▶ **Problem**:
Below this line are records; write out exactly the lines from the one containing "At what (x,y)" through the one containing "Identify the location of list-item: HI", with the pictures left out.

▶ **Extracted entries**:
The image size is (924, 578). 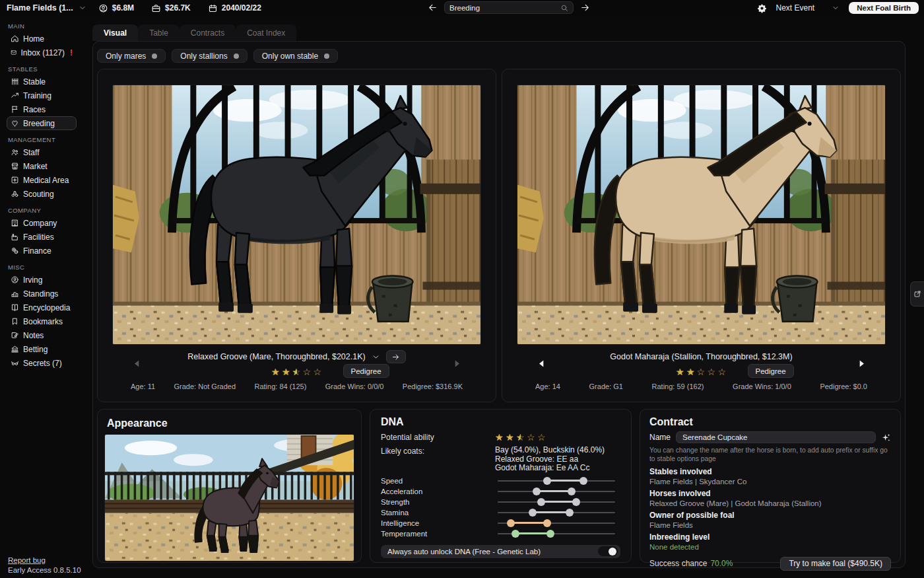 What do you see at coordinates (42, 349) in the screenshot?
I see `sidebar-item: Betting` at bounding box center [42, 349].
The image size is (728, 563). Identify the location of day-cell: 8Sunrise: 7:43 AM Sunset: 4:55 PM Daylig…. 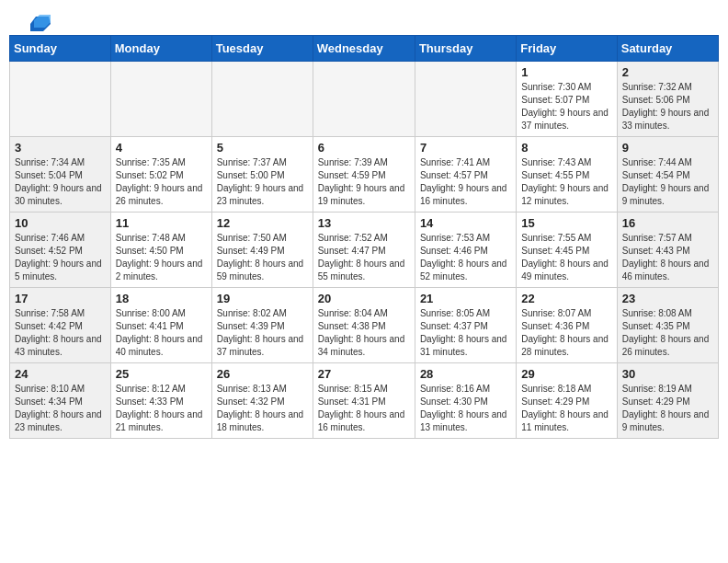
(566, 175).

==

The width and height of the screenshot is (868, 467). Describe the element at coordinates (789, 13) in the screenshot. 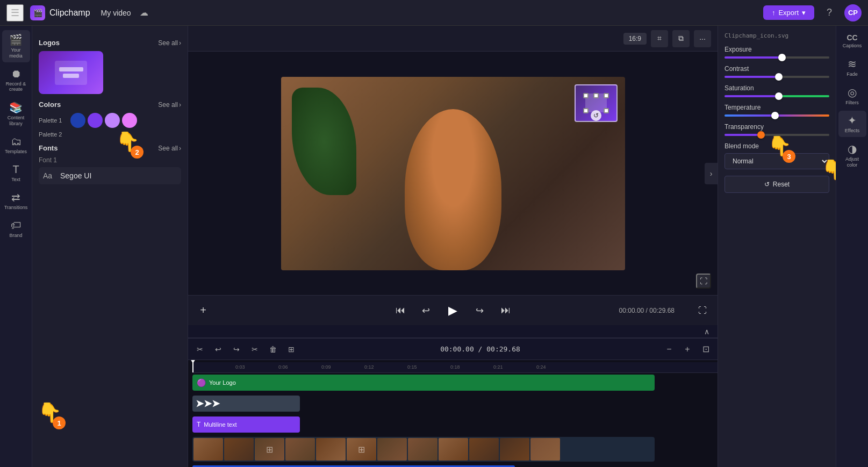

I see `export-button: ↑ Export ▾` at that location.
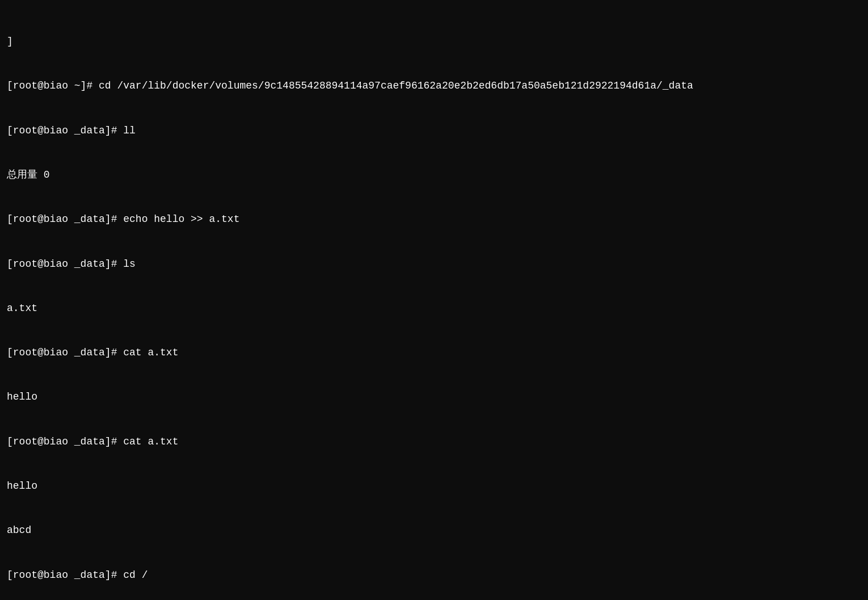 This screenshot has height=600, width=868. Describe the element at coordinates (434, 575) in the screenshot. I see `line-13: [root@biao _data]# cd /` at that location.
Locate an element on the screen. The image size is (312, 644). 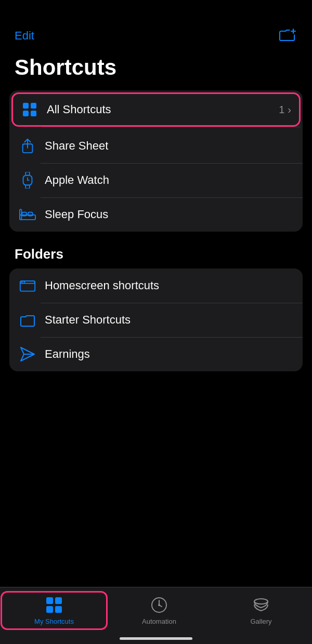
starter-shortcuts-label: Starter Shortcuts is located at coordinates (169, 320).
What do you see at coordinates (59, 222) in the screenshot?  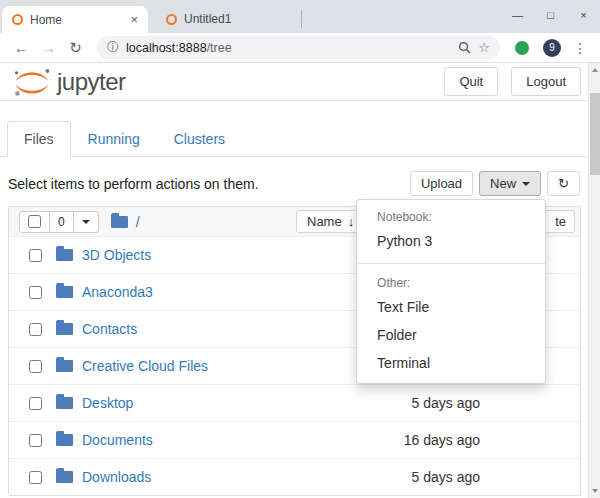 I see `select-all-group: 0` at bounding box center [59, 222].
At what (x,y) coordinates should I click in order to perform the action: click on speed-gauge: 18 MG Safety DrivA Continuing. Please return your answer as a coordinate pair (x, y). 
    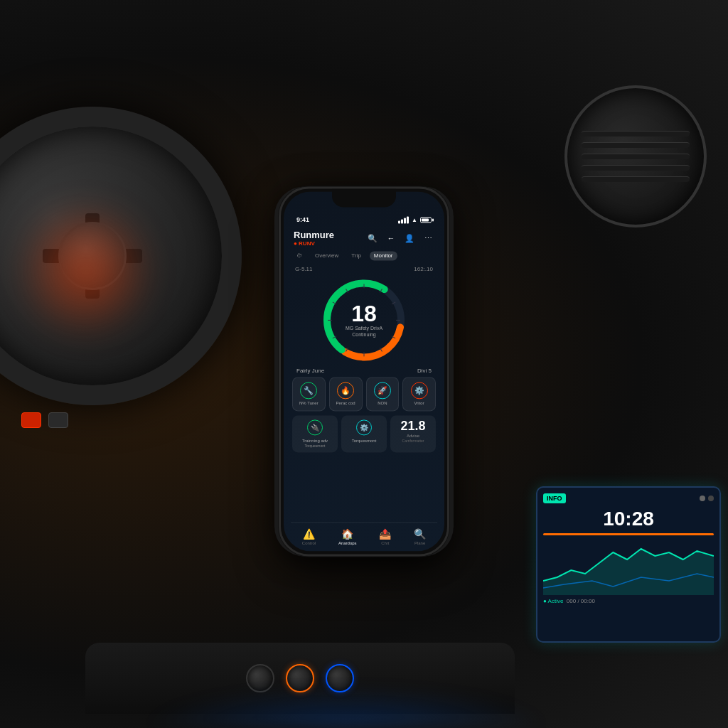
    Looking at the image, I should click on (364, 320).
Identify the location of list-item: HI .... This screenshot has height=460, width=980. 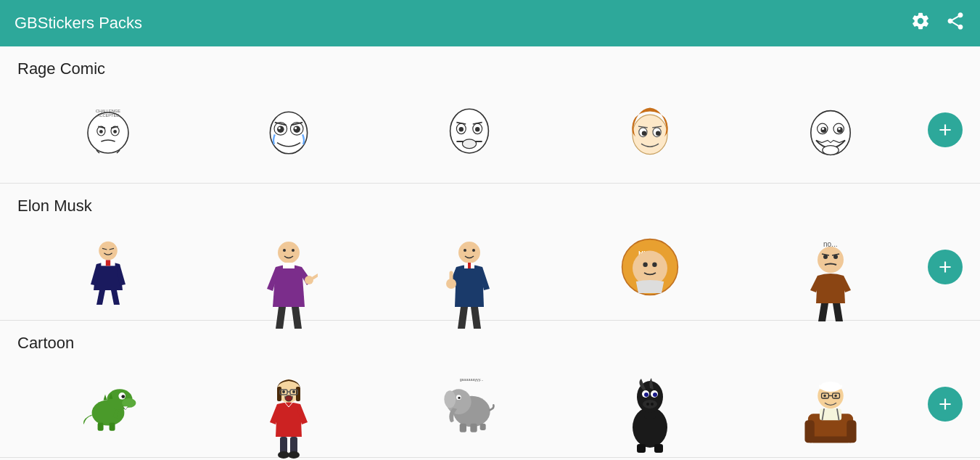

▶ **Answer for the task**:
At what (x,y) coordinates should I click in order to perform the action: click on speed-gauge: 18 MG Safety DrivA Continuing. Please return your answer as a coordinate pair (x, y). 
    Looking at the image, I should click on (364, 320).
Identify the location of list-item: HI .... This screenshot has height=460, width=980. 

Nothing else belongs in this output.